Tuesday, 02 January 2024 12:17 GMT

Gunmen Target Uruguay's Top Prosecutor -Organized Crime's Message To Uruguay


(MENAFN- The Rio Times) Just before dawn on Sunday, gunmen slipped into the Montevideo home of Mónica Ferrero, Uruguay's acting Prosecutor General.

They fired several shots and fled; no one was hurt. Investigators are also examining evidence that an explosive device detonated on the property.

By day's end, police had detained a man and a woman, recovered a burned getaway car, and were pursuing others. The president convened security and justice chiefs for an emergency meeting.

The message from authorities was blunt: this was not just an attack on a person-it was an attempt to shake an institution. Ferrero is a career prosecutor known for anti-narcotics work.

That matters because detectives are probing whether the assault was meant to intimidate the justice system as it pursues organized-crime cases.



Early lines of inquiry focus on crews linked in recent years to major drug-trafficking networks. The methods-coordinated entry, gunfire, a burned vehicle, and a suspected grenade-point to planning rather than impulse.

Politics, unusually, closed ranks. Government and opposition figures condemned the attack and voiced support for Ferrero. The Prosecutor's Office pledged that ongoing cases would not be derailed.

Forensics teams are reviewing security-camera footage and ballistic fragments; specialists are tracing the explosive's origin to learn whether more devices are in circulation. Security protocols for prosecutors and judges are under review.

Why this matters beyond Uruguay : when organized crime tests the nerves of prosecutors at home, it is also testing the reliability of a country's courts for the region and for partners abroad.
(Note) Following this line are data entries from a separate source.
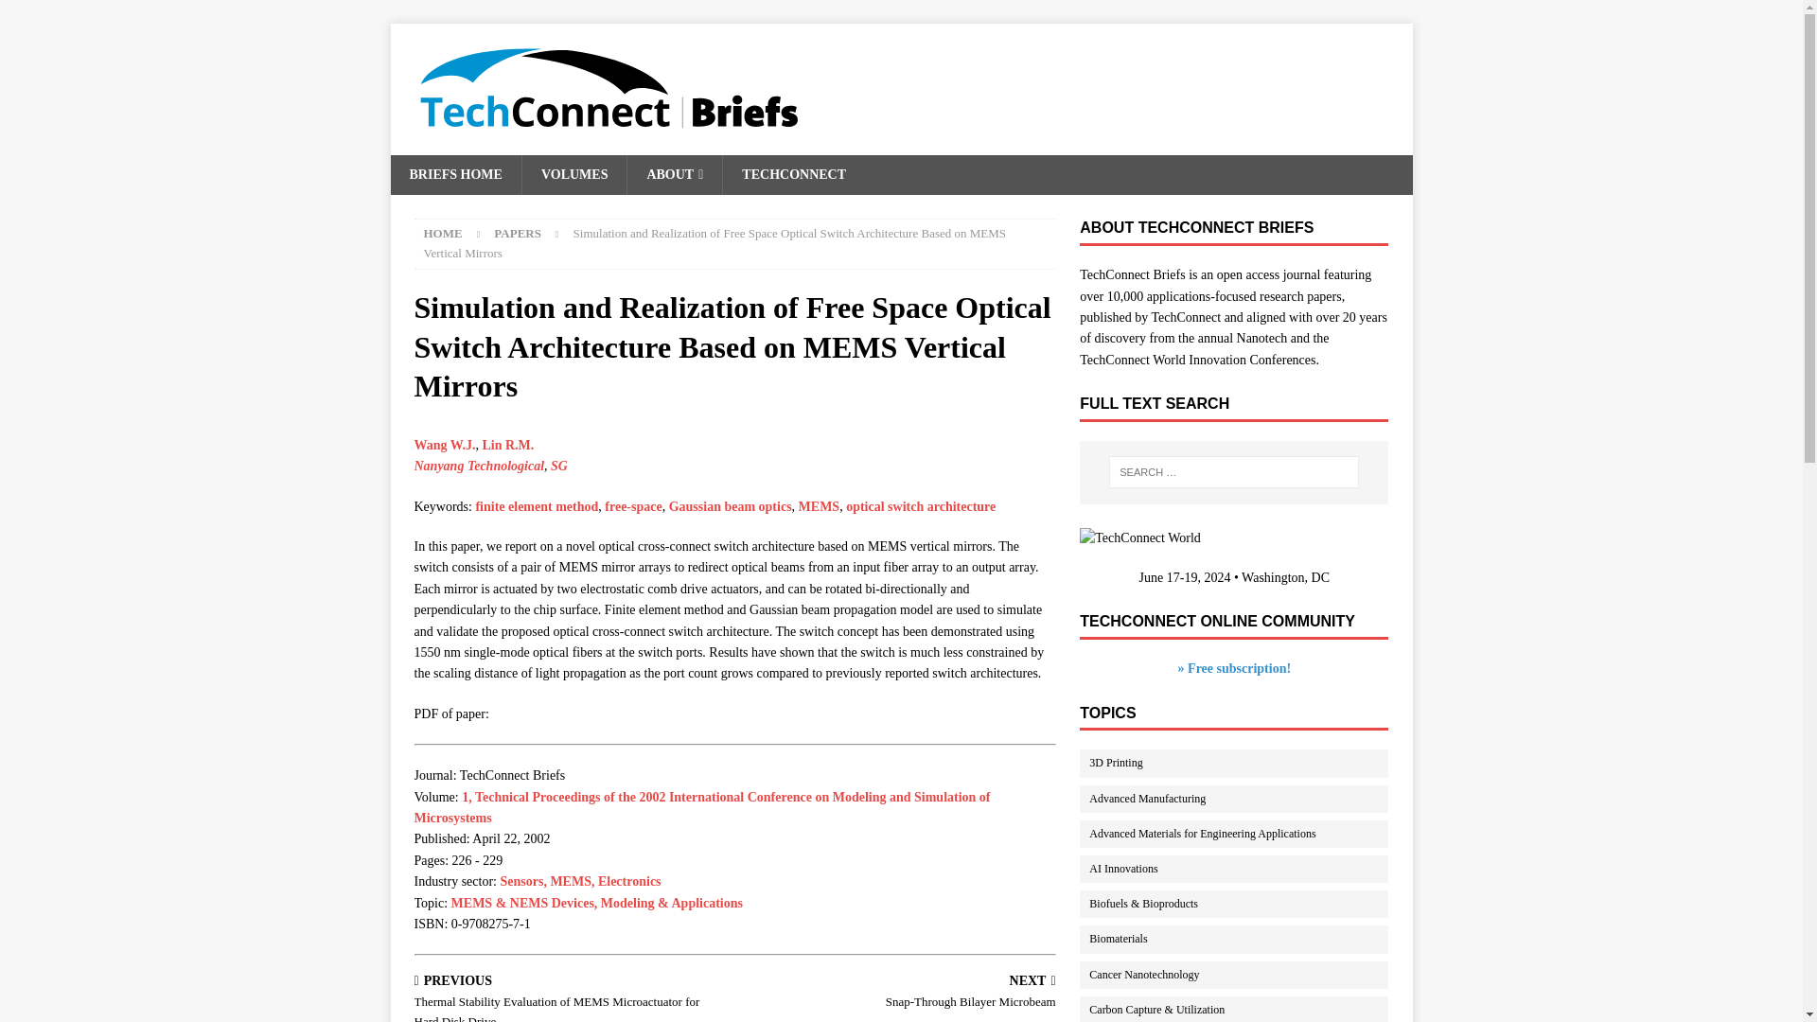 This screenshot has height=1022, width=1817. I want to click on Sensors, MEMS, Electronics, so click(580, 881).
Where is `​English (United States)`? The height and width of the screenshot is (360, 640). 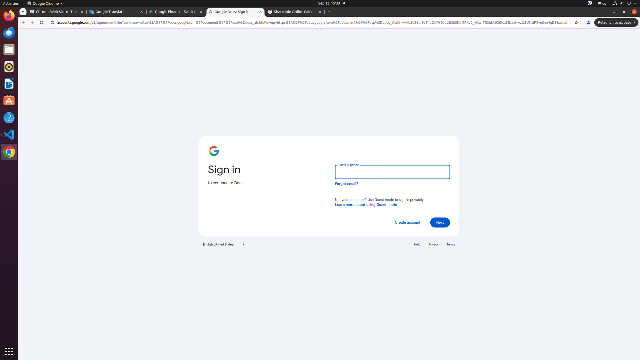
​English (United States) is located at coordinates (224, 245).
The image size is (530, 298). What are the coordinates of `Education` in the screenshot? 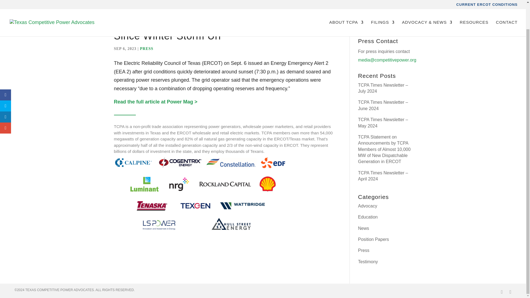 It's located at (368, 217).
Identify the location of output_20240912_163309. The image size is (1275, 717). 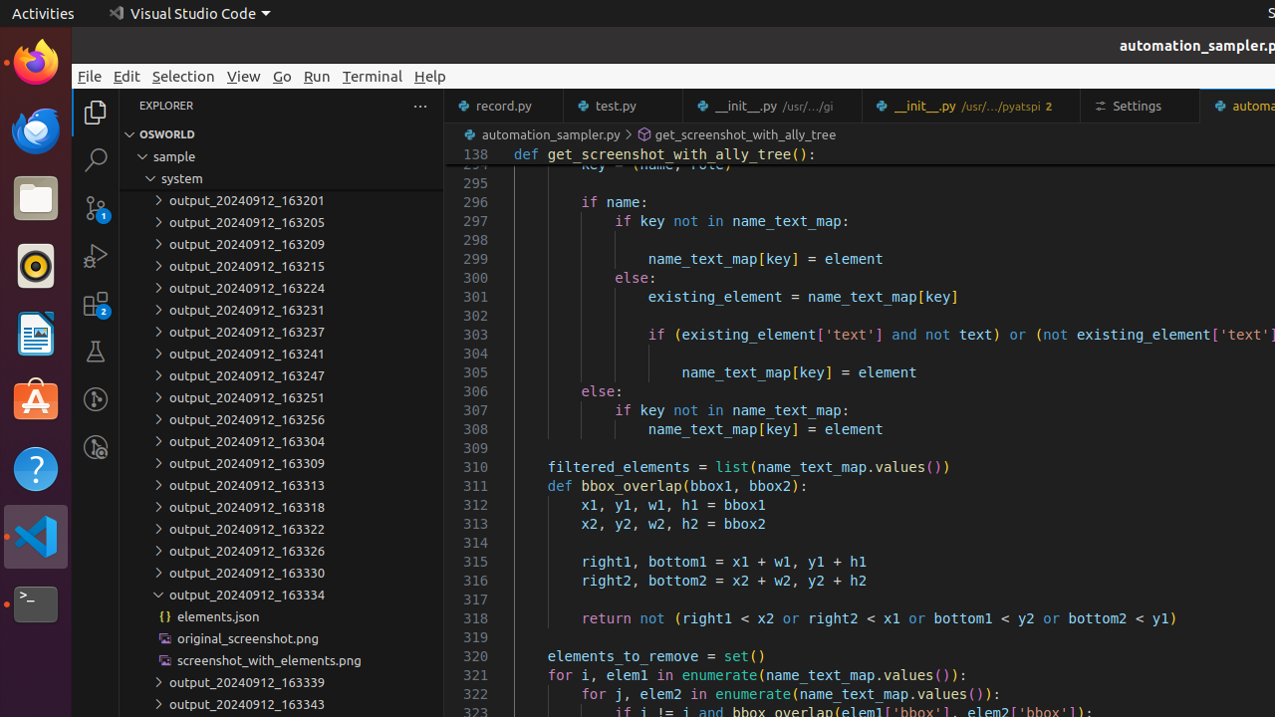
(281, 463).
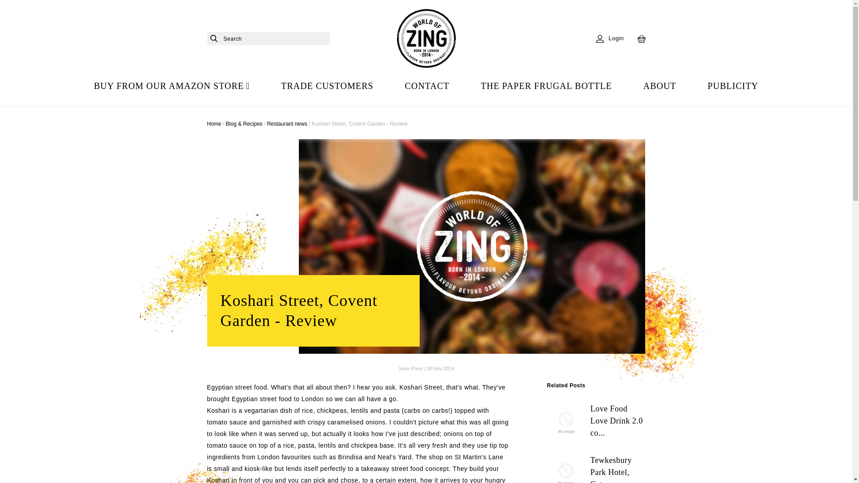 The image size is (859, 483). What do you see at coordinates (427, 86) in the screenshot?
I see `CONTACT` at bounding box center [427, 86].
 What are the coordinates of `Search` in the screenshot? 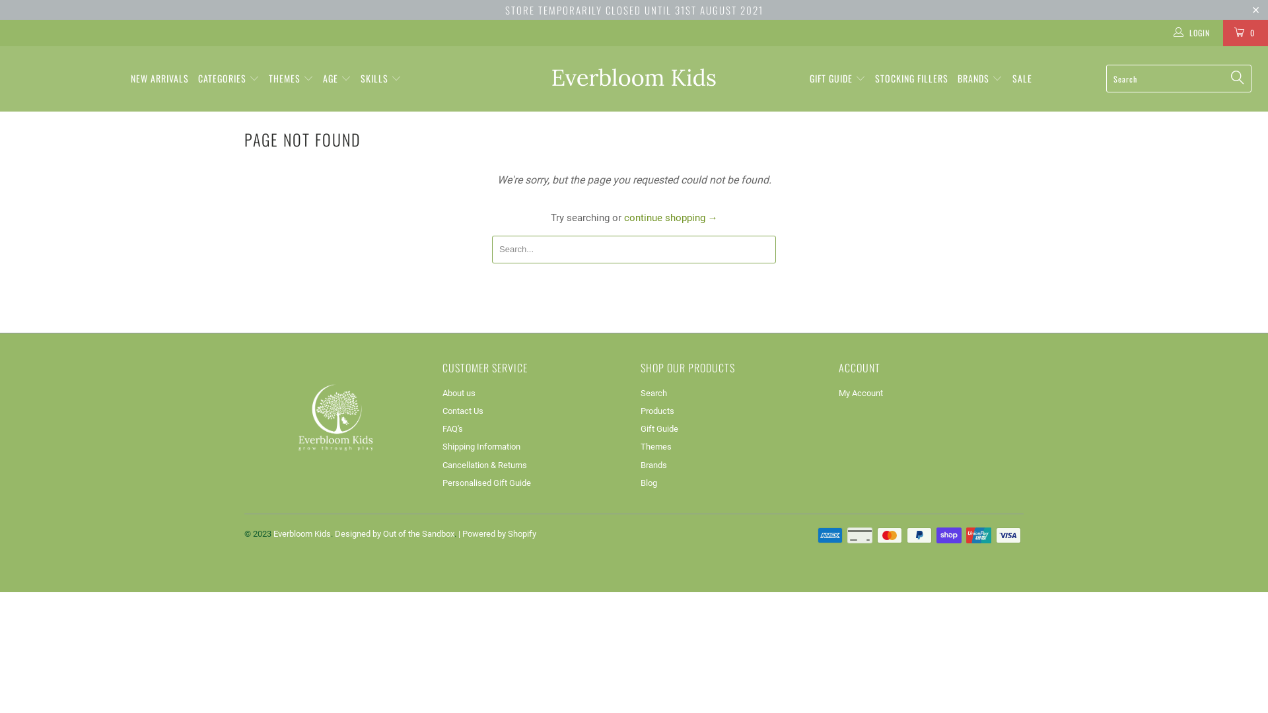 It's located at (654, 394).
Uruguay has long traded on stability and rule-of-law credibility.

If attackers can frighten justice officials, complex cases-from narco-finance to extraditions-become harder everywhere they intersect with Uruguay.

The coming days will show whether swift arrests, protection measures, and transparent updates can deter copycats and reinforce a simple principle: prosecutors must decide cases on evidence, not on fear.